When Mark Zuckerberg introduced Facebook’s new brand—Meta—in an hour-long Connect 2021 presentation, I (along with others no doubt) had a nagging thought throughout: is this what our matrix looks like? It might be dressed up like a cheerful big-eyed cartoon character, but the live-streamed exhibition sparked a sickening feeling of tech vertigo — that the technological heights we’re reaching are getting dizzying, and that we might be going too far, too fast. Despite that feeling, Mark Zuckerberg is right — the metaverse will completely revolutionise the way we act and interact, and the development of the metaverse us quickly becoming a runaway train that nobody can stop. It has the potential to completely alter the fabric of our reality — or at least reality as we know it.
But we definitely don’t want Meta to be in control of this reality-bending technology. I’m not saying that Meta’s metaverse would inevitably lead to the dystopian world we see in The Matrix, but the prospect of a future where Meta’s tech is even more pervasive than it is currently is dreadful. In The Matrix, the metaverse/matrix was a digital refuge from a fallen world, a digital play-pen for physical prisoners in a complete dystopia. Our metaverse won’t be quite like that—at least you’d hope not—but as the world buckles under the pressure of political and social unrest, a global pandemic, and the climate crisis, it’s easy to see the metaverse becoming a digital bastion for people to escape from the horrors of our physical world.
The internet already fosters escapism like no other technology we’ve ever created, and the metaverse is the next leap in our increasingly tech-integrated lives. But for all the good it does, we all know tech isn’t all sunshine and roses — and companies like Meta are the literal evil villains of the internet. If the internet itself wasn’t our generation’s Pandora’s box, it was social media, and if it isn’t social media, it’ll be the metaverse. Zuckerberg’s presentation might’ve made the metaverse look very cool, but that sweet and shiny veneer can’t completely cover up Meta’s odour of evil. Just like in The Matrix, participants in the metaverse won’t be able to see, read, interpret the code that generates our simulated, digitised environment. But this time it’s not a movie script — and there mightn’t be a Neo.
What’s really real, anyway?
The idea of a simulated world is pretty intuitive — at some point it is impossible to differentiate the ‘simulated’ things from the ‘real’ things, just like the people ‘living’ in the matrix. For the people in the matrix, it’s the only reality they ever knew, so their inability to distinguish the simulated from the real is pretty understandable. What’s harder to reckon with, is the idea of going from the real- to the simulated-world.

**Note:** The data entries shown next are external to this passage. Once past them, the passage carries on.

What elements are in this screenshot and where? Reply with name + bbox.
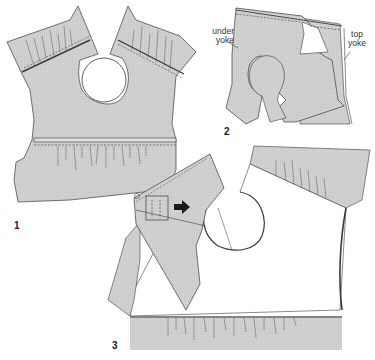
- step-1-number: 1: [14, 220, 20, 231]
- step-3-number: 3: [112, 340, 118, 351]
- step-2-number: 2: [224, 126, 230, 137]
- step-1-bodice: [7, 6, 196, 202]
- top-yoke-label: top yoke: [344, 30, 370, 48]
- diagram-canvas: [0, 0, 375, 360]
- under-yoke-label: under yoke: [204, 27, 234, 45]
- step-2-yokes: [226, 8, 352, 124]
- under-yoke-label-line2: yoke: [204, 36, 234, 45]
- top-yoke-label-line2: yoke: [344, 39, 370, 48]
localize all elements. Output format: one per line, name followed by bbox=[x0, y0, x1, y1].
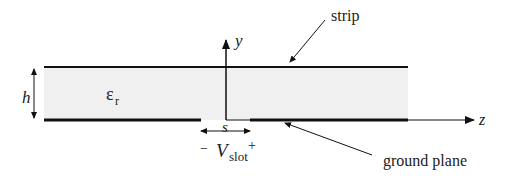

This concept has been well explored by philosophers, sociologists, and other deep-thinkin’ sorts, and the internet as it exists is even a cited phenomena where the line between the real and the unreal is starting to get awfully blurry. In the end, the equation boils down to things and representations of things. As the representations of things become indistinguishable from the things, there isn’t really any way to guarantee you’re not just a character in The Sims getting drag-clicked into the pool. This point where reality is indistinguishable from something ‘else’ (a simulation, in this case) is often referred to as hyperreality. But how do we really get there? When we start accepting the representations as being the same as the things, or even better — the representations as just being things. We’re already starting to cross those boundaries, and things like NFTs have started a new debate about what is ‘real’ and what isn’t.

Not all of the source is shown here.